Since super-stars was actually published in May of 1974 and featured the same F antastic Four lineup as shown in Byrne’s try-out tale, this fit perfectly within the era. It was renamed to GIANT-SIZE FANTASTIC FOUR with its second issue, meaning that no GIANT-SIZE FANTASTIC FOUR #1 was ever actually published.) (The first Fantastic Four Giant that Marvel published was actually titled GIANT-SIZE SUPER-STARS #1. Taylor, and Bill Wiist handled finishing the artwork.Įarly 2005 the project was completed and given the artificial designation of (The imaginary) GIANT-SIZE FANTASTIC FOUR #1. Ron Miller, James Pipik, James Stewart, Darren Taylor, James C. Mike O’Brien volunteered to do the scripting chore, and fellow board members Stephen Bertrand, Bill Dowling, Matthew Hawes, Aaron Leach, F. The inking, coloring, and lettering would be divided up among several board members, but one person was chosen to script the entire tale to make a consistent narrative. Take the pencils and plot and finish the story. board member and Byrne fan Matthew Hawes suggested a challenge to the other artistic fans of the forum, with Byrne’s blessing: In 2004, on the Network 54 website’s message board dedicated to the artist, which Byrne himself frequented, the try-out pages were posted and discussed. Over a decade later in 1985, fanzine COMICS INTERVIEW published the pages along with an interview with Byrne in its 25th issue. The story was never finished in terms of being inked, lettered, and colored.

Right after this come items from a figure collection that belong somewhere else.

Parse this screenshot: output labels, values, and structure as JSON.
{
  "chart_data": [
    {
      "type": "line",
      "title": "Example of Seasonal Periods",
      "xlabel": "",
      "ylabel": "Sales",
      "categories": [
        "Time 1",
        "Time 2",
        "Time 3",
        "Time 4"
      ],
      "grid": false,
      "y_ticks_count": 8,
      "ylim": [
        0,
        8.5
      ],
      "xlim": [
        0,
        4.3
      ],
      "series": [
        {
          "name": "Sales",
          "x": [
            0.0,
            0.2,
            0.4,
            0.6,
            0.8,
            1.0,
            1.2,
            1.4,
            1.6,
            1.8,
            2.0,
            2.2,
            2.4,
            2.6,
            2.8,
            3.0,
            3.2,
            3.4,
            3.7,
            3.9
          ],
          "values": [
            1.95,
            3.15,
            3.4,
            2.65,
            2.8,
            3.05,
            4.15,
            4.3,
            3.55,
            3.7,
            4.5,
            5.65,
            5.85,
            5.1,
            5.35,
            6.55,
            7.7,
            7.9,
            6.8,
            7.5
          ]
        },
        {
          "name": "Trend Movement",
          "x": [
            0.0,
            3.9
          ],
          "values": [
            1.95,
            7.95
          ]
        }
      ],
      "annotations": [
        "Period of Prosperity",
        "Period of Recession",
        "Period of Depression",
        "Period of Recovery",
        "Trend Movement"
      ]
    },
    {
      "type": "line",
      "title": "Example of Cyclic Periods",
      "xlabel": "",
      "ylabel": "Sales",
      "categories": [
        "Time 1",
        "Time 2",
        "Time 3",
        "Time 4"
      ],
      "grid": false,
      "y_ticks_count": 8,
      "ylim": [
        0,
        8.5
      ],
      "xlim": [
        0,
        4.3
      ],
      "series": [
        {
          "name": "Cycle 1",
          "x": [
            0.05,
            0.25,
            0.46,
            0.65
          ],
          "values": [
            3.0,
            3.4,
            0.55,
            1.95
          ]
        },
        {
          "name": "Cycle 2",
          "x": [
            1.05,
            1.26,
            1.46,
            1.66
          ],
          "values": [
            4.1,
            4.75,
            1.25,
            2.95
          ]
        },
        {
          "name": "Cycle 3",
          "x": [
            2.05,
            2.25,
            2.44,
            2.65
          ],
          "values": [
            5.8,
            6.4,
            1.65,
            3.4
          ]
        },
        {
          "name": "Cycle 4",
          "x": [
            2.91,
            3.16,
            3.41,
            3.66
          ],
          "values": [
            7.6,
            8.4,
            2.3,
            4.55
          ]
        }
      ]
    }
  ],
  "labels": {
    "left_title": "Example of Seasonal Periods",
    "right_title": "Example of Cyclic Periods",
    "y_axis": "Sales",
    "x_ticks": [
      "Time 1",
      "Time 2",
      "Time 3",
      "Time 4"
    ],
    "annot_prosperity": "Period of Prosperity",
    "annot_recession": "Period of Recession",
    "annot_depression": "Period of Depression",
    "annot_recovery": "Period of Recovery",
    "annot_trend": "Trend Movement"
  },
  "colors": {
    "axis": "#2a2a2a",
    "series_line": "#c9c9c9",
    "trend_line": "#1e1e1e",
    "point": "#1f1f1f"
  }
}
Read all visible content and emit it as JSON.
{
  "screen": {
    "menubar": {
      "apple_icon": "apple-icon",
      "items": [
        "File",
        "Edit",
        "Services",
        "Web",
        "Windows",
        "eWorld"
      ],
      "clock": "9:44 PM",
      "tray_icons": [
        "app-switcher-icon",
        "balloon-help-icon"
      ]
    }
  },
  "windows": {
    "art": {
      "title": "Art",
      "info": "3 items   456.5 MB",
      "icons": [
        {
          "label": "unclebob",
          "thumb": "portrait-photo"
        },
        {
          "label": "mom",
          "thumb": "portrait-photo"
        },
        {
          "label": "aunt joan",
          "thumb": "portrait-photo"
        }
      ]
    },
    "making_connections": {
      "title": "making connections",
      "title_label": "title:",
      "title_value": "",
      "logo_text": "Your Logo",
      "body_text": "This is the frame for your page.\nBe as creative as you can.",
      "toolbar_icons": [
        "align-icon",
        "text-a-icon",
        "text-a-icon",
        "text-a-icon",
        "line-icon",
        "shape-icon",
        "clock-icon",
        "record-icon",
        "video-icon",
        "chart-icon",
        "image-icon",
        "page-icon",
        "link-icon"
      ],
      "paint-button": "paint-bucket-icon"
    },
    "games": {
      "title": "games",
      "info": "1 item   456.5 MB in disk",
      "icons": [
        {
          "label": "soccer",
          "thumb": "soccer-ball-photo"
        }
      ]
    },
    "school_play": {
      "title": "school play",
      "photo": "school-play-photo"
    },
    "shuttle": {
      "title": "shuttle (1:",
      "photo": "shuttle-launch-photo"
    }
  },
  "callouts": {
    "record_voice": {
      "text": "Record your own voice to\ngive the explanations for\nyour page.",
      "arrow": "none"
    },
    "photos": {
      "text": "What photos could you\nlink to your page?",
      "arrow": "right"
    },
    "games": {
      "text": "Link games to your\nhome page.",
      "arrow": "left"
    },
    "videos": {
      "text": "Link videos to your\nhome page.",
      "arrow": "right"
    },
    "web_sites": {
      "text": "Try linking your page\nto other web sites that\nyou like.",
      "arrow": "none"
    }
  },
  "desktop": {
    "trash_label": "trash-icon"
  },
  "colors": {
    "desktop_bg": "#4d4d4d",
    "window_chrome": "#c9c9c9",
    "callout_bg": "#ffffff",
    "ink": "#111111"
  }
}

“ If that’s what they want,” Byrne noted, “I can give it to them.”
The pages featured full pencils done in a style mimicking that of Jack Kirby, as that was the approach being taken by the then-current artist for the title, Rich Buckler. to this end, he produced a 30-page try-out story to showcase his abilities featuring the Marvel Comics characters, the FANTASTIC FOUR.
The first 200 have returned from CGC in late November and you can see those in the New Arrivals section being uploaded daily.Īlthough it has become near impossible to find Golden Age collections in today's market, we are constantly acquiring great Golden Age and 1950's comics to stock on our web-site every month, so for those collectors, keep an eye on the new arrivals as we are uploading over 100 new issues each week.THE IMAGINARY GIANT-SIZE FANTASTIC FOUR #1Ĭirca 1973, comics legend John Byrne was an aspiring young talent looking to break into the industry as a professional artist. To date, over 1000 have gone to CGC for grading and we have put up over 4,000 non-CGC on the site at this point. For the past three months we have been processing these books as fast as we can but are not even half way through the collections. It is the end of 2013 and we are happy to report that we have purchased four collections of late Silver Age to late Bronze Age Marvel and DC comics in high grade this fall. This will mark the first major change to our site since we launched it in 2008. We are feverishly fine tuning it now and are very anxious to get it completed.
In early January we will launch a new look for our web-site with improved search functions, a want list capability for clients and a new color scheme with design on the site.